START EXTRACTED ENTRIES
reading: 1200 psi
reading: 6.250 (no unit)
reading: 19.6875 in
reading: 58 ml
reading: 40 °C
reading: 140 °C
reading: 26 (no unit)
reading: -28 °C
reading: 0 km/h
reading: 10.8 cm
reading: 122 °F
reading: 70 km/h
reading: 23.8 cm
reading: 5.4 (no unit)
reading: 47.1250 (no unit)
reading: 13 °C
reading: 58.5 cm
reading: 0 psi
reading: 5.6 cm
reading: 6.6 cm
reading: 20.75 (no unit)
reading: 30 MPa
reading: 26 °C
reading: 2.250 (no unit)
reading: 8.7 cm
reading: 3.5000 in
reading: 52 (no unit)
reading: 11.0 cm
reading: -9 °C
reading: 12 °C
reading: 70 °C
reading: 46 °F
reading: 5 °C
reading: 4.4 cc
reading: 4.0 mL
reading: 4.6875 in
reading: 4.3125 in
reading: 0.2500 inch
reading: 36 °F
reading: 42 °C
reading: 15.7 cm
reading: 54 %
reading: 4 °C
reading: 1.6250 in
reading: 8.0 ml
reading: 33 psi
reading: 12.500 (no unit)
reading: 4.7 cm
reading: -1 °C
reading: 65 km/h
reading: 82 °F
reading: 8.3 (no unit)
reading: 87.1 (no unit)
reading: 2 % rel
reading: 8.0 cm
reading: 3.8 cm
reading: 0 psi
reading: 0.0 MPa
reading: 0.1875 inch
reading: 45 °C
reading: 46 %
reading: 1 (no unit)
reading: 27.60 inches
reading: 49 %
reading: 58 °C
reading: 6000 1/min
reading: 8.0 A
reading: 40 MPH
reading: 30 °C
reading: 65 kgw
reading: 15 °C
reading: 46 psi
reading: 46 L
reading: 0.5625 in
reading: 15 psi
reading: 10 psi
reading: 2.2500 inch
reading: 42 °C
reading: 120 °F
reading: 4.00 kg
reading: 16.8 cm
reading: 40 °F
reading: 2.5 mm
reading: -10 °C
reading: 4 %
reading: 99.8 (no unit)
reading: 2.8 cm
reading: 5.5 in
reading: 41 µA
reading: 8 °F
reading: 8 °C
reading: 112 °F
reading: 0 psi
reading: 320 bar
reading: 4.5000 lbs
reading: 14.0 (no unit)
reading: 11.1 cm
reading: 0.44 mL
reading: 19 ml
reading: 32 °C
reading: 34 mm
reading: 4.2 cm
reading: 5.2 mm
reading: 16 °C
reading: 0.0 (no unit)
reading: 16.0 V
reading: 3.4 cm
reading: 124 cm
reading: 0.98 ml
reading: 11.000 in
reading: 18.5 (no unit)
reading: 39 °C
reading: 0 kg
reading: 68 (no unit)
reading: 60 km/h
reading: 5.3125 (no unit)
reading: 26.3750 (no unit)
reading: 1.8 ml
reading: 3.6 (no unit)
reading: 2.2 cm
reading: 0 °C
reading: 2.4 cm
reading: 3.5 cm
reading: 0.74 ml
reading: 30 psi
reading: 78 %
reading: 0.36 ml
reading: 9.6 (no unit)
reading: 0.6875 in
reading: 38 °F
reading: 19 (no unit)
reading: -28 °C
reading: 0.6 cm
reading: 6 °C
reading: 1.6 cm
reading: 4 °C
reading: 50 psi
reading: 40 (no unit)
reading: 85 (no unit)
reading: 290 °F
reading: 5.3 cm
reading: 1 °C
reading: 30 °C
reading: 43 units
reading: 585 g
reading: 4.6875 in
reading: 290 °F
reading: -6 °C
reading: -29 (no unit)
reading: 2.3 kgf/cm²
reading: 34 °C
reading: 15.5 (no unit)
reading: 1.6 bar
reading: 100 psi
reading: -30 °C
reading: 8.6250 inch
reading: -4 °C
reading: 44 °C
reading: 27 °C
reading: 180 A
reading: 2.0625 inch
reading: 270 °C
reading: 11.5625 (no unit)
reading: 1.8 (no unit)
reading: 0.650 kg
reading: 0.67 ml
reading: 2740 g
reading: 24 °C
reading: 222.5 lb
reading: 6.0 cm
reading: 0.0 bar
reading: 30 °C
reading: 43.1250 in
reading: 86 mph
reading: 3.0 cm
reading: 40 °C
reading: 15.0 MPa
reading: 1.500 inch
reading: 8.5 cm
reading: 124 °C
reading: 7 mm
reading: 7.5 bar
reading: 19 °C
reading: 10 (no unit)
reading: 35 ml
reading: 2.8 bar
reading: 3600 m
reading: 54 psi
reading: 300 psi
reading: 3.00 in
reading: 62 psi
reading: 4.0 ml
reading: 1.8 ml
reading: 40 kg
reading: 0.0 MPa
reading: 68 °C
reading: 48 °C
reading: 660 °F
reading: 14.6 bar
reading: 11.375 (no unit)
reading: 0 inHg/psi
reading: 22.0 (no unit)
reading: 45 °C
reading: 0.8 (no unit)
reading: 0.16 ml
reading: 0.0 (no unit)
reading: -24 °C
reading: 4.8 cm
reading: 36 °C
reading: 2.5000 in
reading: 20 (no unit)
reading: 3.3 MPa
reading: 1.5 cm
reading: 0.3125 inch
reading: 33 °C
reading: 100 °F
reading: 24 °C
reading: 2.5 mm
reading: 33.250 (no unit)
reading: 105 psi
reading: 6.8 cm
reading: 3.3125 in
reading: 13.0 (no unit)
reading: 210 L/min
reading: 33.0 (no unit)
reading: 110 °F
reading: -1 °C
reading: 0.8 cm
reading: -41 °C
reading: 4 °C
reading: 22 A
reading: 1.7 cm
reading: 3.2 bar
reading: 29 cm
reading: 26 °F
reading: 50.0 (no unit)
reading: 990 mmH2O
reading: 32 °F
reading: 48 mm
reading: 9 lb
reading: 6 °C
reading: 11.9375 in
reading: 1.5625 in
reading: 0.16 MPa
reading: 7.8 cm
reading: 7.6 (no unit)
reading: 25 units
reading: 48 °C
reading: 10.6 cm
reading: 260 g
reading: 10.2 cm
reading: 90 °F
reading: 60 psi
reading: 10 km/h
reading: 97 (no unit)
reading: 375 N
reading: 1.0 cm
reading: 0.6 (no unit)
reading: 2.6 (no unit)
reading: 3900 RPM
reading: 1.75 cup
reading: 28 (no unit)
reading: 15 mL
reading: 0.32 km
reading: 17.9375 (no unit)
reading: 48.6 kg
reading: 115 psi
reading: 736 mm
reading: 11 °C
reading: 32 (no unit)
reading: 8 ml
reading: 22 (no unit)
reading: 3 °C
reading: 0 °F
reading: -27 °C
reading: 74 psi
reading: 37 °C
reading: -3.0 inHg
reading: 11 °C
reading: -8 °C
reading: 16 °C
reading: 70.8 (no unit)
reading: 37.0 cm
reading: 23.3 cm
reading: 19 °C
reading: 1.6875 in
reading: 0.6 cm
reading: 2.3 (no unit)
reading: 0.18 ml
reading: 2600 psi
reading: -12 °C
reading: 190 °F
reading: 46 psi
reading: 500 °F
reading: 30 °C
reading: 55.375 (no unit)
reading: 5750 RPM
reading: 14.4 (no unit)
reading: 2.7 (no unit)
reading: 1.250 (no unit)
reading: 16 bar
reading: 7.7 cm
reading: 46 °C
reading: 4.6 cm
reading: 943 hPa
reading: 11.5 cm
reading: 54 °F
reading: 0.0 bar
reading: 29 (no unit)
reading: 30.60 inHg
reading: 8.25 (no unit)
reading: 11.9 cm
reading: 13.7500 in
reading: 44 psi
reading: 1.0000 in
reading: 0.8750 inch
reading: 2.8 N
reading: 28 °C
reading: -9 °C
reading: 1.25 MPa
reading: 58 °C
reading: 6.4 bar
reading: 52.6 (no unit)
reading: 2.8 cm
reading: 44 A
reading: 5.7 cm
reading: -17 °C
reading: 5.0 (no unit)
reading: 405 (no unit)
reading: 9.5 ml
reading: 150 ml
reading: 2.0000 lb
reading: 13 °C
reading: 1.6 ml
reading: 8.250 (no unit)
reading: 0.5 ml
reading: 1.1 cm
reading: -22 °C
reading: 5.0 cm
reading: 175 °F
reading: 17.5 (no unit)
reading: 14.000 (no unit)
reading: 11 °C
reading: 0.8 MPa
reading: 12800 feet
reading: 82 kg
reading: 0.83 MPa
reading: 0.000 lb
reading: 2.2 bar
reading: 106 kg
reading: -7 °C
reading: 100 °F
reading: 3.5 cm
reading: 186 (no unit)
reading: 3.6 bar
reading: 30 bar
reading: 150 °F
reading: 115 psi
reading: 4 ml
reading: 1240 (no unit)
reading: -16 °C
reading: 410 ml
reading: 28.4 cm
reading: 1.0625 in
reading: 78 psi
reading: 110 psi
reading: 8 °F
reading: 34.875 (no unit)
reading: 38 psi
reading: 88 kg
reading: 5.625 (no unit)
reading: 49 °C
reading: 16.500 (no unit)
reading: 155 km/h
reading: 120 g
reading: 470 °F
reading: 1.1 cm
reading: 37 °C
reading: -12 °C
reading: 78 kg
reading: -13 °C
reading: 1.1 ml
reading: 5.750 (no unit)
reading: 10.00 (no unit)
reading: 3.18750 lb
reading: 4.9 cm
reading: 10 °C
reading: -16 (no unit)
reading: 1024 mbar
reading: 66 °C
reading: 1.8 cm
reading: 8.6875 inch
END EXTRACTED ENTRIES
**WORK TASK:**
Exactly repeat the lines above, from the opening line through the one with "reading: 8.0 A", and include nothing else.

**FINAL ANSWER:**
reading: 1200 psi
reading: 6.250 (no unit)
reading: 19.6875 in
reading: 58 ml
reading: 40 °C
reading: 140 °C
reading: 26 (no unit)
reading: -28 °C
reading: 0 km/h
reading: 10.8 cm
reading: 122 °F
reading: 70 km/h
reading: 23.8 cm
reading: 5.4 (no unit)
reading: 47.1250 (no unit)
reading: 13 °C
reading: 58.5 cm
reading: 0 psi
reading: 5.6 cm
reading: 6.6 cm
reading: 20.75 (no unit)
reading: 30 MPa
reading: 26 °C
reading: 2.250 (no unit)
reading: 8.7 cm
reading: 3.5000 in
reading: 52 (no unit)
reading: 11.0 cm
reading: -9 °C
reading: 12 °C
reading: 70 °C
reading: 46 °F
reading: 5 °C
reading: 4.4 cc
reading: 4.0 mL
reading: 4.6875 in
reading: 4.3125 in
reading: 0.2500 inch
reading: 36 °F
reading: 42 °C
reading: 15.7 cm
reading: 54 %
reading: 4 °C
reading: 1.6250 in
reading: 8.0 ml
reading: 33 psi
reading: 12.500 (no unit)
reading: 4.7 cm
reading: -1 °C
reading: 65 km/h
reading: 82 °F
reading: 8.3 (no unit)
reading: 87.1 (no unit)
reading: 2 % rel
reading: 8.0 cm
reading: 3.8 cm
reading: 0 psi
reading: 0.0 MPa
reading: 0.1875 inch
reading: 45 °C
reading: 46 %
reading: 1 (no unit)
reading: 27.60 inches
reading: 49 %
reading: 58 °C
reading: 6000 1/min
reading: 8.0 A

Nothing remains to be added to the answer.